The statements (over five hundred of them) are presented one after another in a circular narrative with no natural beginning or ending and can therefore be read from any point. When removed from their original context, they become ham-fisted stabs at self-revelation and blurted snapshots of confession. They contradict one another, and the narrator. The piece explores the power struggle within all of us, where different aspects of our personalities vie for dominance over one another at any given moment, while others yearn for internal balance. The narrative, whilst light and frivolous in places, descends into a sinister and uncontrollable rant in others.

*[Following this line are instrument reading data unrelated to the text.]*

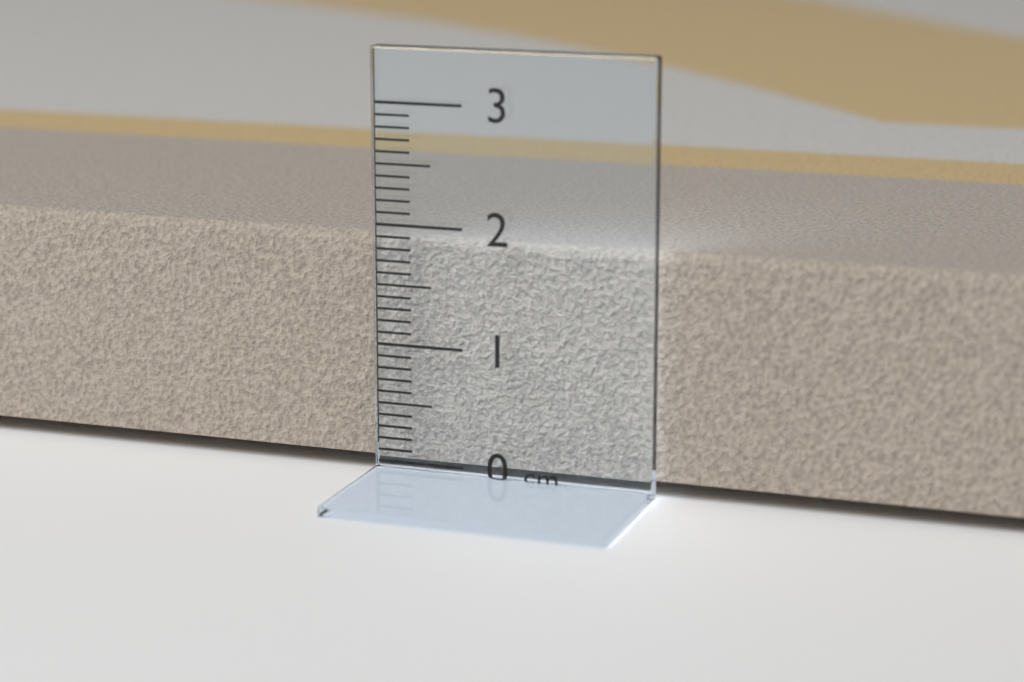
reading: 1.9 cm
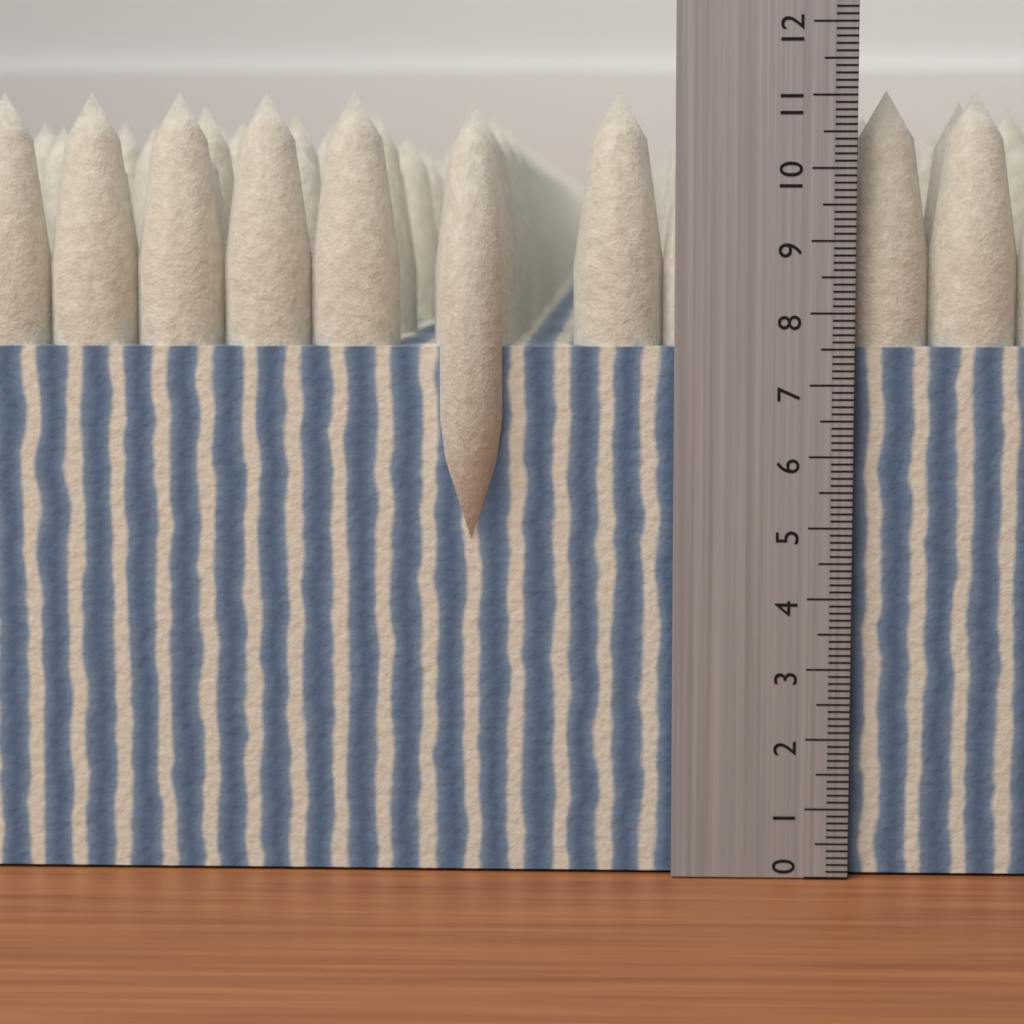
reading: 11.1 (no unit)
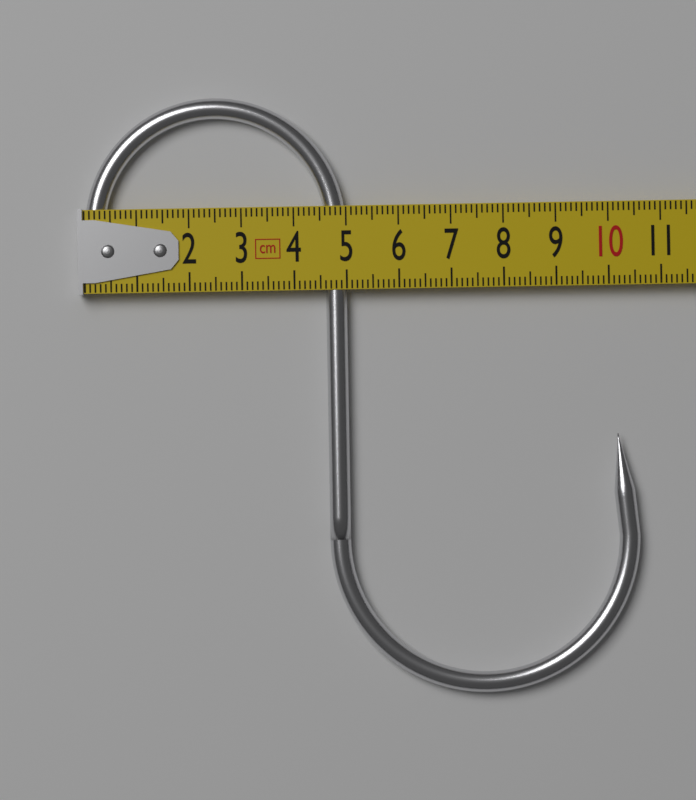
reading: 5.0 cm
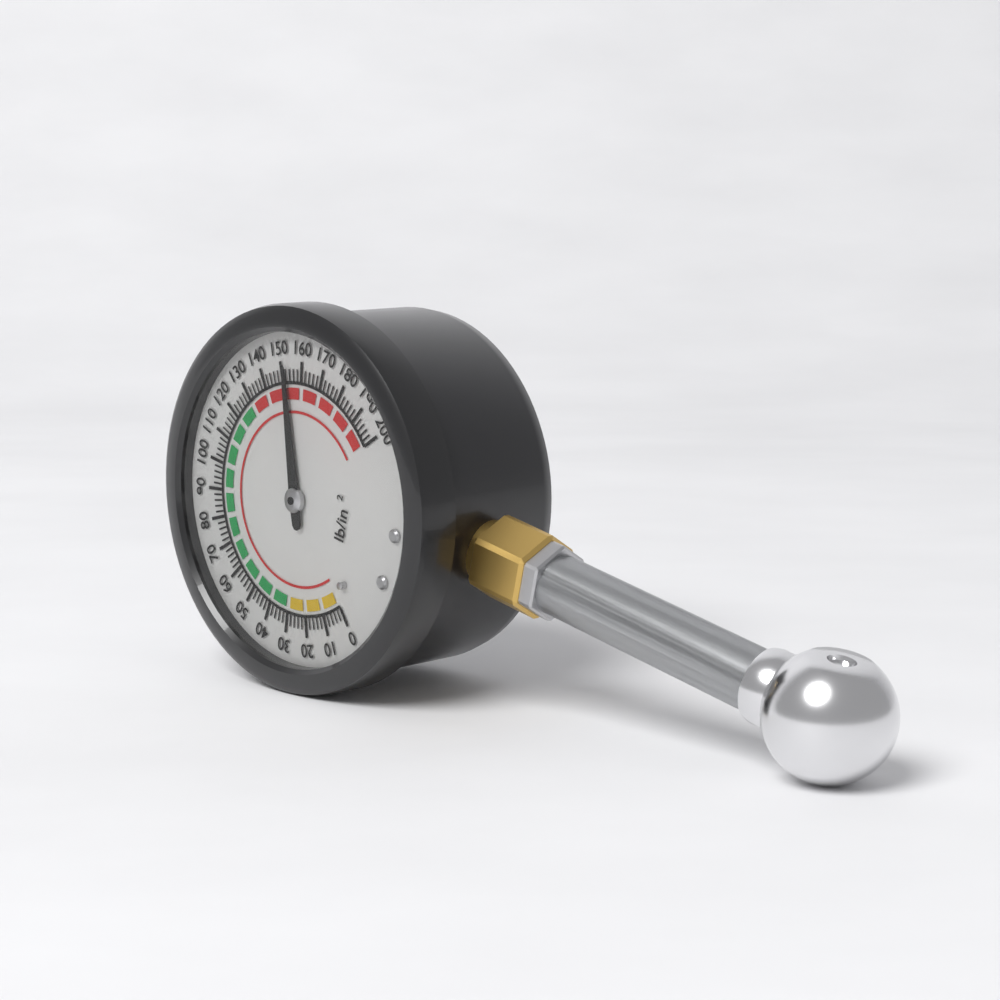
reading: 152 psi
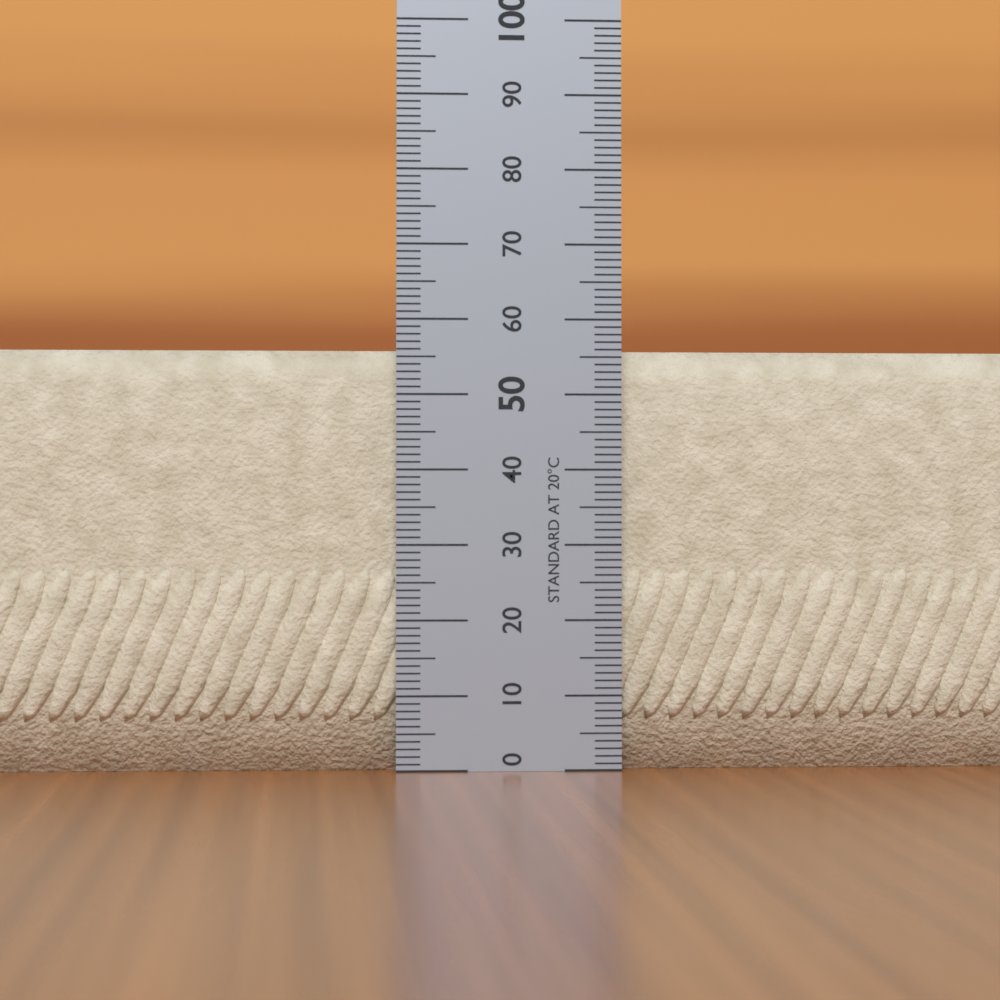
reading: 56 (no unit)
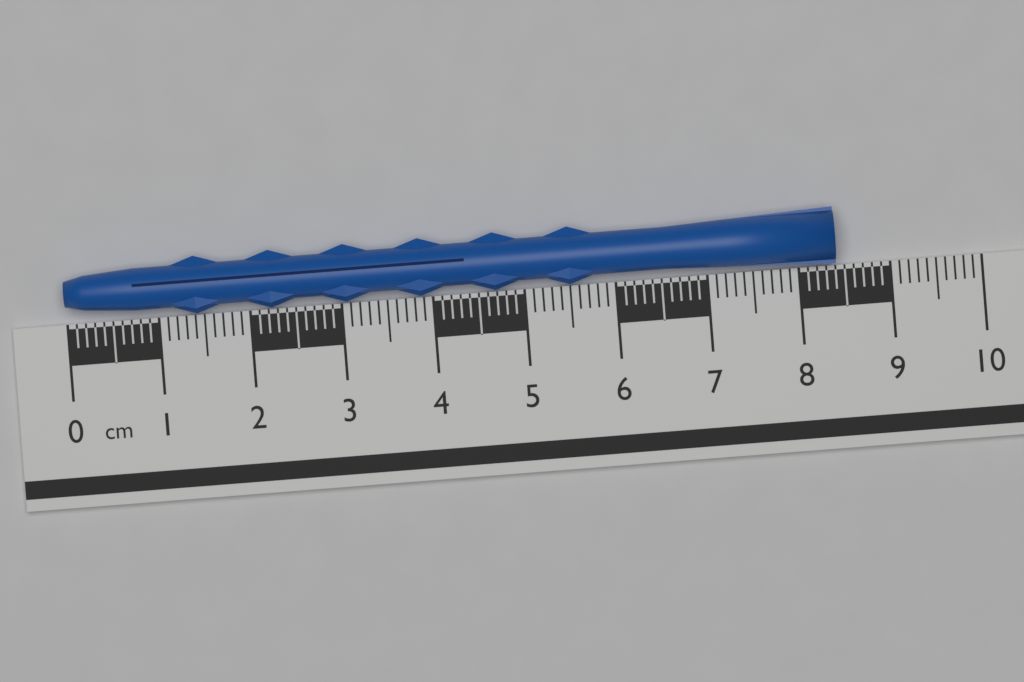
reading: 8.4 cm
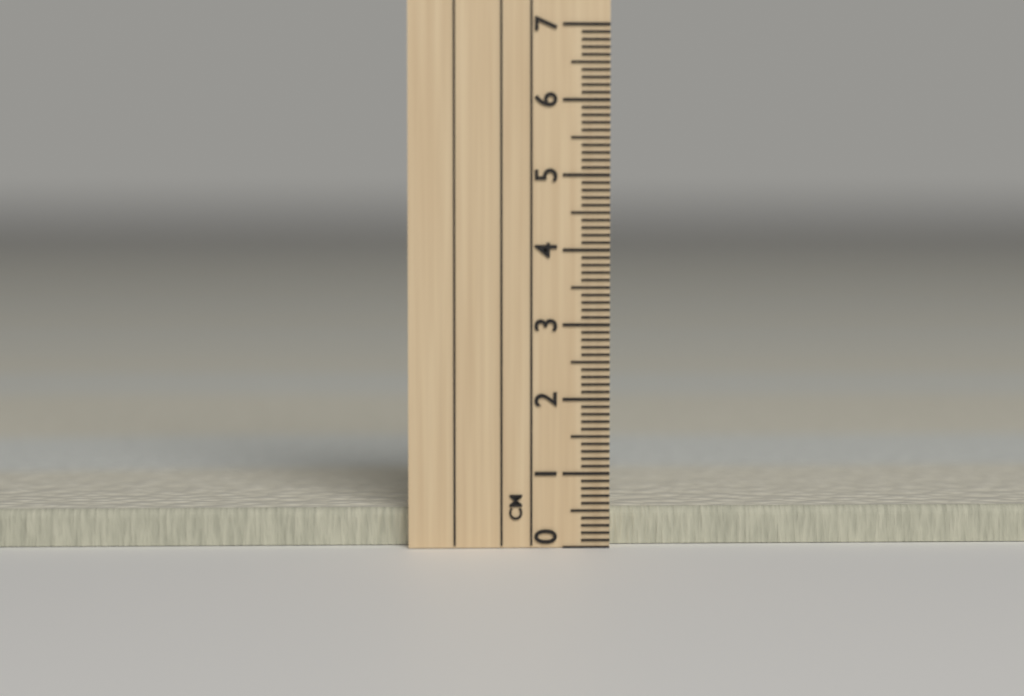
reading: 0.5 cm
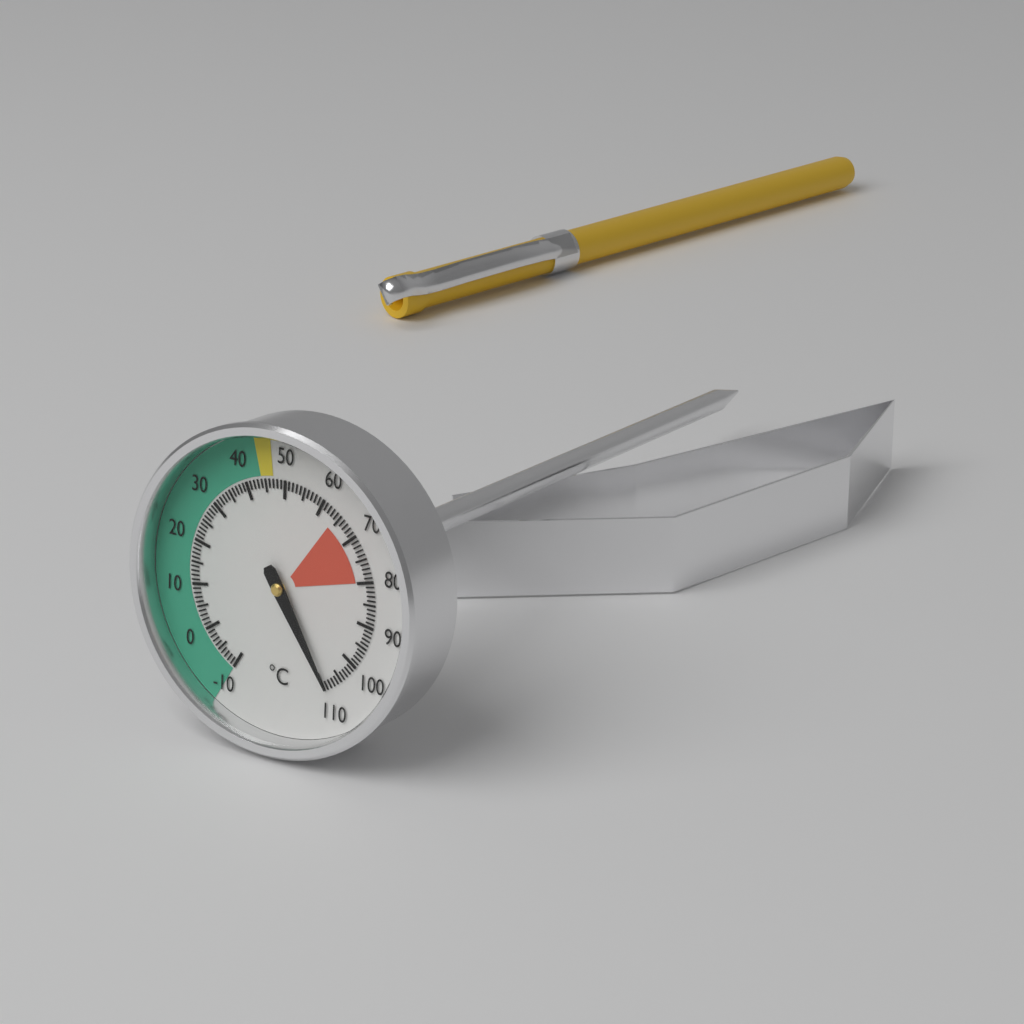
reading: 109 °C
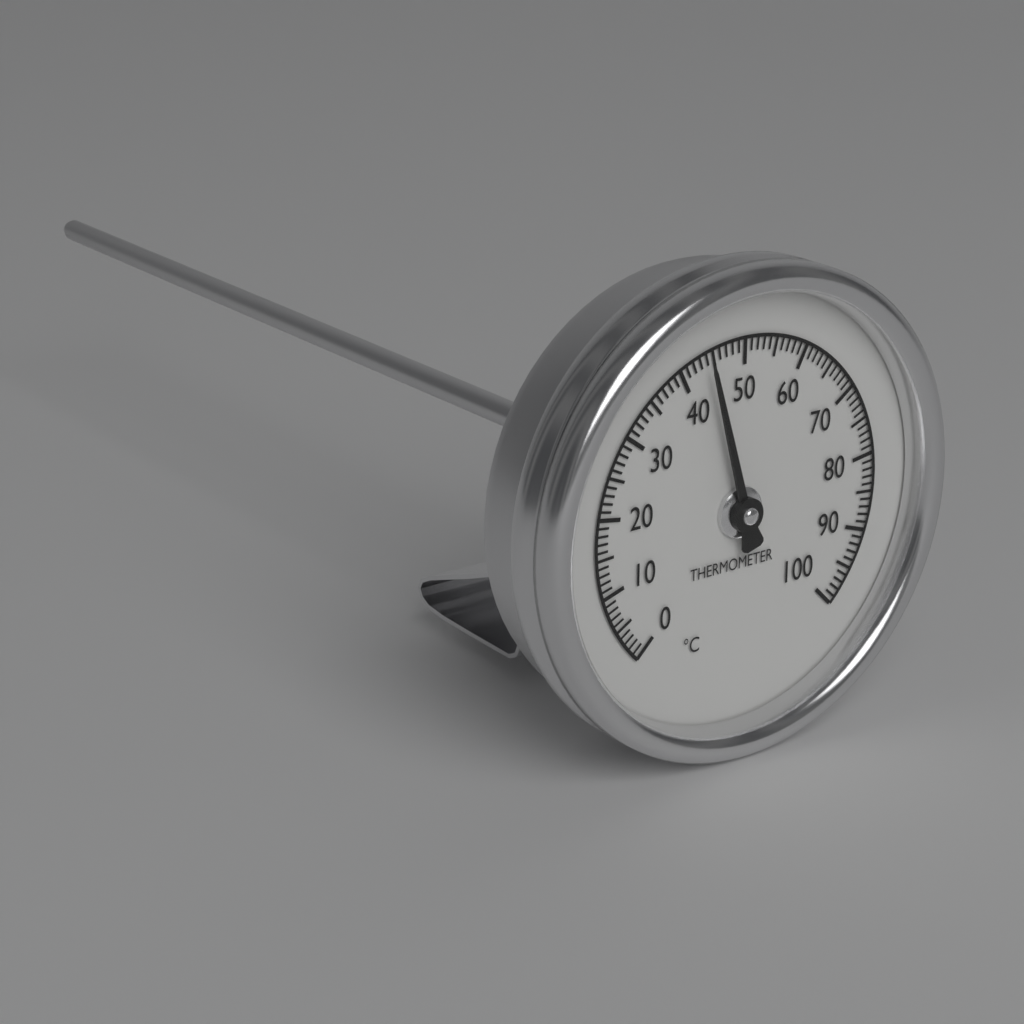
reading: 44 °C
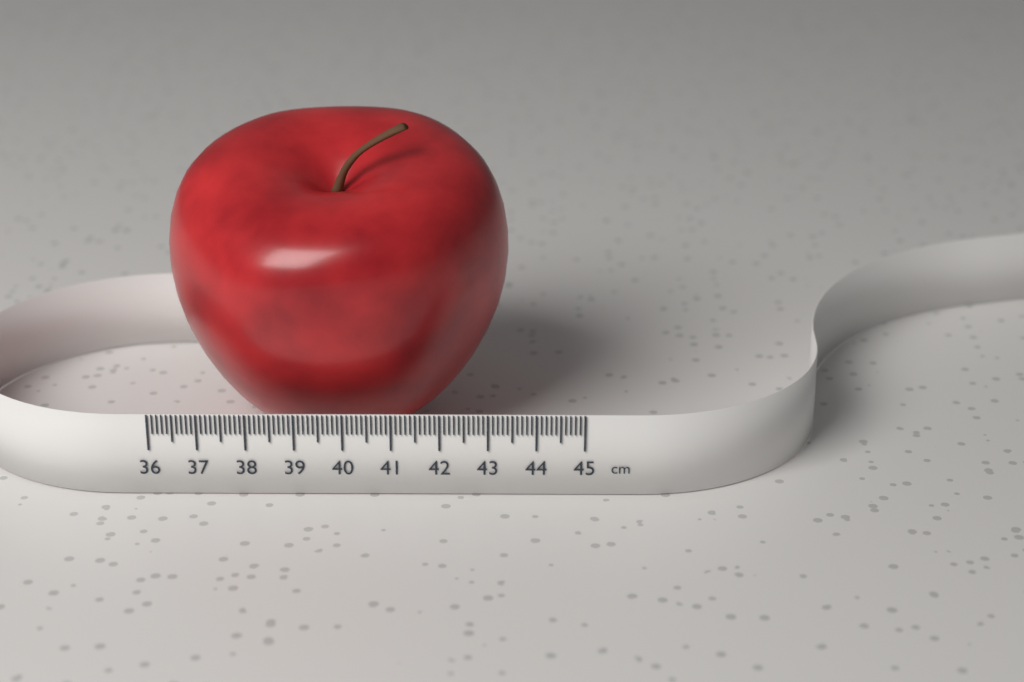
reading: 43.4 cm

If we accept the print’s invitation as we would a book’s invitation to read — to engage in narrative — we find that human identity’s ever precarious balance — between inward and outward forces, its introverted and extroverted elements, the being apart and the being a part of, and integration vs disintegration — is captured sharply. A blank center, a void or hole — there but not there — defined by fragments simultaneously flying outward and pressing inward.

Further Reading

Unfolding Origins – Ryedale Residency“. 2022. Chrysalis Arts Development.

De Sanctis, Olivia. 2023. “Poetic Space of Intimacy and Movement: Re-Imagining the White Space of the Page in the Erasure Poetry of Carolyn Thompson, Sonja Johanson, and Lisa Huffaker“. Pivot (Voyages: Traversing the White Space). 10: 1: 60-75.

Hampton, Michael. December 2020. “Carolyn Thompson: ‘Post Moderns’” in The Penguin Collector. No. 95. Ed. James Mackay. London: Penguin.

Morris, Sim0n, and Ashton, Sean. 2 January 2020. “Carolyn Thompson’s ‘Post Moderns’ Art Exhibition“. Leeds School of Arts Blog.

Partington, Gill, and Smyth, Adam, eds. 2021. Inscription: The Journal of Material Text. No 2.